I would look at the diary – but it was painful and a bit traumatic,” Kovic said of the first years after he came back from the war. “I would have anxiety attacks and nightmares after reading what I did. So I was very careful about going back to it. But I held onto it. I just wanted to forget it. Now I feel a distance. I could not have written this book 10 years ago, or five years ago. I wasn’t ready to expose that yet. My girlfriend read it and encouraged me to put it in the book. I knew it could be embarrassing, at the same time I was proud of the diary.”

The writings are the voice of Tom Cruise’s character in the 1989, Academy Award-winning movie, directed by Oliver Stone, clear and direct, full of purpose and belief.

“I finally went up to her and told her I was going to Vietnam for another year,” Kovic wrote on July 26, 1967, about a girl back home, before he left for Camp Pendleton to train a platoon as a sergeant. “She didn’t show any emotion but I know it hit her pretty hard; from that moment on she was never the same. She just acted nice and friendly. She has much poise and is a wonderful girl. I think if I would have met her six months ago I wouldn’t be going back. But what’s done is done and I shall never regret it.”
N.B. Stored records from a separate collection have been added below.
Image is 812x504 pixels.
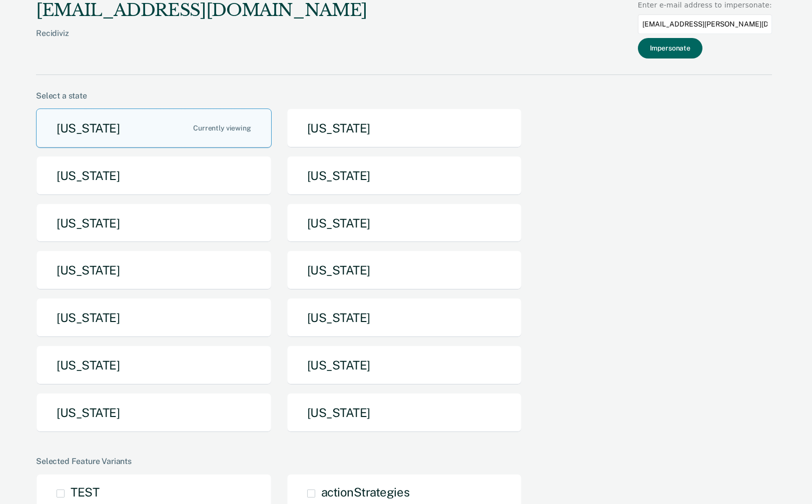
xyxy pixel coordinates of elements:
button: [US_STATE] [36,251,271,290]
button: [US_STATE] [36,156,271,195]
button: [US_STATE] [287,298,522,338]
button: [US_STATE] [36,298,271,338]
button: [US_STATE] [287,251,522,290]
div: Select a state [36,91,772,101]
div: Recidiviz [36,28,367,54]
button: [US_STATE] [36,108,271,148]
button: [US_STATE] [287,156,522,195]
button: Impersonate [638,38,702,59]
button: [US_STATE] [287,393,522,432]
span: TEST [70,485,99,499]
div: Selected Feature Variants [36,457,772,466]
button: [US_STATE] [287,345,522,385]
button: [US_STATE] [36,345,271,385]
button: [US_STATE] [36,204,271,243]
button: [US_STATE] [36,393,271,432]
span: actionStrategies [321,485,409,499]
button: [US_STATE] [287,204,522,243]
input: Enter an email to impersonate... [638,15,772,34]
button: [US_STATE] [287,108,522,148]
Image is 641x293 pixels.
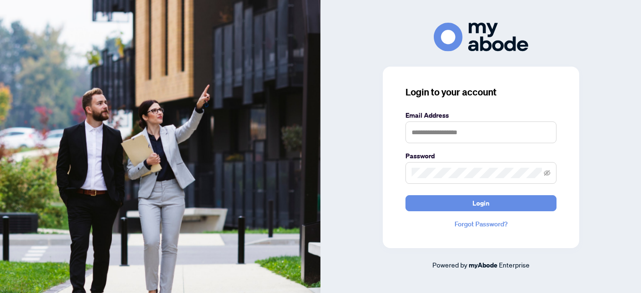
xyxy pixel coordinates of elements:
a: myAbode [469,260,497,270]
span: Login [472,195,489,211]
span: eye-invisible [544,169,550,176]
label: Email Address [405,110,556,120]
a: Forgot Password? [405,219,556,229]
img: ma-logo [434,23,528,51]
span: Enterprise [499,260,530,269]
label: Password [405,151,556,161]
button: Login [405,195,556,211]
h3: Login to your account [405,85,556,99]
span: Powered by [432,260,467,269]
As the diary shows, the war does not escape Kovic’s questioning, but he is assured in his belief that his country needs him.

At age 21, he leads a black-bereted patrol of 14 men, based near the Cuet River, Vietnam. 

After Wilson, a squad member from Georgia is killed by Kovic in a split-second incident of friendly fire, his tone in the diary cools, he writes of feeling “lousy” but does not say more. 

Later, in the book, he reveals details.

As a platoon leader, Kovic prayed the rosary, and never ate before all of his men did.

“I was trying to be the best Marine, a good leader, an authentic leader,” he said. 

By late 1967, three months into his second tour, he wrote in the diary that he was done with the war: “I want out. I’ve had enough.”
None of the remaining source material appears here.